Engagement metrics are a family of quantitative measures used to assess how actively and meaningfully users interact with a product, platform, or service. They go beyond simple adoption metrics (like total signups) to answer: 'Are users actually using this, and are they getting value from it?'
**The Engagement Metric Framework**:
Engagement can be measured across several dimensions:
**Breadth — How many users engage?**
- Daily Active Users (DAU)
- Weekly Active Users (WAU)
- Monthly Active Users (MAU)
- Active user ratios (DAU/MAU for stickiness)
**Depth — How intensely do they engage?**
- Session duration (time spent per visit)
- Pages/screens per session
- Actions per session (messages sent, items viewed, tasks completed)
- Feature adoption rate (percentage of users using specific features)
**Frequency — How often do they return?**
- Sessions per user per day/week/month
- DAU/MAU ratio (stickiness)
- Time between sessions (inter-session interval)
- Visit cadence patterns
**Quality — Is the engagement valuable?**
- Conversion rate (free to paid, browse to purchase)

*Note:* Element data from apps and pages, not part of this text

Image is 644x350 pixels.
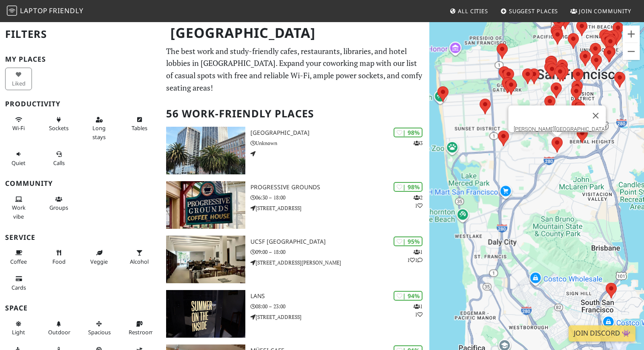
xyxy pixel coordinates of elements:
button: Food [45,246,73,269]
a: Suggest Places [497,4,562,19]
button: Zoom out [623,43,640,60]
span: Credit cards [11,284,26,292]
a: Join Community [567,4,635,19]
span: Quiet [11,159,25,167]
span: Coffee [10,258,27,266]
button: Zoom in [623,25,640,42]
span: Veggie [90,258,108,266]
span: Alcohol [130,258,149,266]
span: Work-friendly tables [132,124,147,132]
p: The best work and study-friendly cafes, restaurants, libraries, and hotel lobbies in [GEOGRAPHIC_... [166,45,424,94]
h3: Community [5,179,156,188]
span: Group tables [50,204,68,211]
span: Power sockets [49,124,69,132]
button: Veggie [86,246,112,269]
span: Natural light [12,328,25,336]
img: LaptopFriendly [7,5,17,16]
button: Close [586,106,606,126]
button: Cards [5,272,32,295]
span: Restroom [129,328,154,336]
span: Laptop [20,6,48,15]
img: UCSF Mission Bay FAMRI Library [166,235,245,283]
h3: LANS [251,293,430,300]
span: Long stays [92,124,106,140]
button: Calls [45,147,73,170]
span: Spacious [88,328,110,336]
button: Sockets [45,113,73,135]
button: Light [5,317,32,339]
p: [STREET_ADDRESS][PERSON_NAME] [251,259,430,267]
button: Coffee [5,246,32,269]
button: Outdoor [45,317,73,339]
p: 2 1 [414,194,422,210]
span: Video/audio calls [53,159,65,167]
span: Food [53,258,66,266]
img: Progressive Grounds [166,181,245,229]
span: Friendly [49,6,83,15]
p: 1 1 [414,302,422,319]
h3: My Places [5,55,156,63]
a: [PERSON_NAME][GEOGRAPHIC_DATA] [513,126,606,132]
a: Join Discord 👾 [568,325,635,342]
span: Outdoor area [48,328,70,336]
p: [STREET_ADDRESS] [251,313,430,321]
p: 3 [414,139,422,147]
a: One Market Plaza | 98% 3 [GEOGRAPHIC_DATA] Unknown [161,127,430,175]
img: LANS [166,290,245,338]
p: [STREET_ADDRESS] [251,204,430,212]
button: Groups [45,192,73,215]
h3: Progressive Grounds [251,184,430,191]
span: Stable Wi-Fi [12,124,25,132]
a: All Cities [446,4,492,19]
span: Join Community [579,7,631,15]
a: Progressive Grounds | 98% 21 Progressive Grounds 06:30 – 18:00 [STREET_ADDRESS] [161,181,430,229]
h3: Space [5,304,156,312]
p: Unknown [251,139,430,147]
button: Tables [126,113,153,135]
h2: 56 Work-Friendly Places [166,101,424,127]
a: LANS | 94% 11 LANS 08:00 – 23:00 [STREET_ADDRESS] [161,290,430,338]
button: Quiet [5,147,32,170]
div: | 95% [393,237,422,246]
h3: Service [5,234,156,241]
h2: Filters [5,21,156,47]
div: | 98% [393,182,422,192]
button: Alcohol [126,246,153,269]
p: 08:00 – 23:00 [251,302,430,310]
button: Long stays [86,113,112,144]
p: 06:30 – 18:00 [251,194,430,202]
h3: Productivity [5,100,156,108]
p: 1 1 1 [407,248,422,264]
a: UCSF Mission Bay FAMRI Library | 95% 111 UCSF [GEOGRAPHIC_DATA] 09:00 – 18:00 [STREET_ADDRESS][PE... [161,235,430,283]
button: Spacious [86,317,112,339]
button: Work vibe [5,192,32,223]
span: People working [12,204,25,220]
a: LaptopFriendly LaptopFriendly [7,4,83,19]
h3: [GEOGRAPHIC_DATA] [251,129,430,136]
button: Restroom [126,317,153,339]
h3: UCSF [GEOGRAPHIC_DATA] [251,238,430,246]
div: | 94% [393,291,422,301]
button: Wi-Fi [5,113,32,135]
div: | 98% [393,127,422,138]
h1: [GEOGRAPHIC_DATA] [164,21,428,45]
span: All Cities [458,7,488,15]
p: 09:00 – 18:00 [251,248,430,256]
img: One Market Plaza [166,127,245,175]
span: Suggest Places [509,7,558,15]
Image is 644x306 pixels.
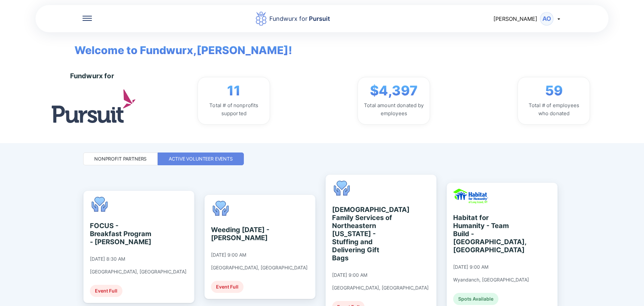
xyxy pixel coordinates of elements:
[203,101,264,117] div: Total # of nonprofits supported
[363,101,424,117] div: Total amount donated by employees
[169,155,233,162] div: Active Volunteer Events
[52,89,136,122] img: logo.jpg
[94,155,147,162] div: Nonprofit Partners
[540,12,554,26] div: AO
[453,213,514,254] div: Habitat for Humanity - Team Build - [GEOGRAPHIC_DATA], [GEOGRAPHIC_DATA]
[493,16,537,22] span: [PERSON_NAME]
[90,222,151,246] div: FOCUS - Breakfast Program - [PERSON_NAME]
[453,277,529,283] div: Wyandanch, [GEOGRAPHIC_DATA]
[370,83,418,99] span: $4,397
[90,269,187,274] div: [GEOGRAPHIC_DATA], [GEOGRAPHIC_DATA]
[70,72,114,80] div: Fundwurx for
[332,285,429,290] div: [GEOGRAPHIC_DATA], [GEOGRAPHIC_DATA]
[453,264,488,270] div: [DATE] 9:00 AM
[308,15,330,22] span: Pursuit
[211,264,308,270] div: [GEOGRAPHIC_DATA], [GEOGRAPHIC_DATA]
[90,285,122,297] div: Event Full
[269,14,330,23] div: Fundwurx for
[524,101,584,117] div: Total # of employees who donated
[332,272,367,278] div: [DATE] 9:00 AM
[227,83,241,99] span: 11
[453,293,498,305] div: Spots Available
[64,32,292,58] span: Welcome to Fundwurx, [PERSON_NAME] !
[211,226,272,242] div: Weeding [DATE] - [PERSON_NAME]
[211,280,244,293] div: Event Full
[90,256,125,262] div: [DATE] 8:30 AM
[211,252,246,258] div: [DATE] 9:00 AM
[545,83,563,99] span: 59
[332,206,393,262] div: [DEMOGRAPHIC_DATA] Family Services of Northeastern [US_STATE] - Stuffing and Delivering Gift Bags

- Net Promoter Score (NPS)
- Customer satisfaction (CSAT)
- Task completion rate
- Error rate during key flows
**The AARRR Framework (Pirate Metrics)**:
Dave McClure's framework organizes engagement metrics across the user lifecycle:
1. **Acquisition**: How do users find you? (Traffic sources, signup rate)
2. **Activation**: Do they have a good first experience? (Activation rate, onboarding completion)
3. **Retention**: Do they come back? (Retention rate, DAU/MAU)
4. **Revenue**: Do they pay? (Conversion rate, ARPU, LTV)
5. **Referral**: Do they tell others? (Viral coefficient, referral rate)
**Choosing the Right Metrics**:
The best engagement metrics are:
- **Tied to value**: They measure actions that indicate users received genuine value, not just that they were present
- **Actionable**: They can be influenced by product decisions
- **Comparable**: They enable comparison across time periods, cohorts, and segments
- **Leading indicators**: They predict future outcomes (retention, revenue) rather than just documenting the past
**Common Anti-Patterns**:
- **Vanity metrics**: Tracking impressive-sounding numbers (total downloads, page views) that don't correlate with business success
- **Over-measurement**: Tracking so many metrics that no clear signal emerges
- **Gaming metrics**: Optimizing for engagement metrics through dark patterns (infinite scroll, notification spam) rather than genuine value delivery
- **Ignoring context**: Comparing engagement across fundamentally different product categories or user segments
- **Metric fixation**: Treating the metric as the goal rather than a proxy for user value (Goodhart's Law)
**Engagement Metrics by Product Type**:
| Product Type | Primary Metric | Secondary Metrics |
|-------------|---------------|-------------------|
| Social media | DAU/MAU | Time spent, posts per user, interactions |
| SaaS (B2B) | WAU, feature adoption | Tasks completed, seats activated |
| E-commerce | Purchase frequency | Cart conversion, browse-to-buy ratio |
| Content/media | Session duration | Articles read, completion rate |
| Marketplace | Transactions per user | Listing views, buyer/seller ratio |
| Gaming | DAU, session length | Levels completed, in-app purchases |
**Evolution of Engagement Thinking**:
The industry has shifted from quantity-focused metrics (time spent, clicks) toward quality-focused metrics (value delivered, problems solved). This reflects growing recognition that engagement theater — keeping users hooked without delivering proportional value — is both ethically questionable and commercially unsustainable.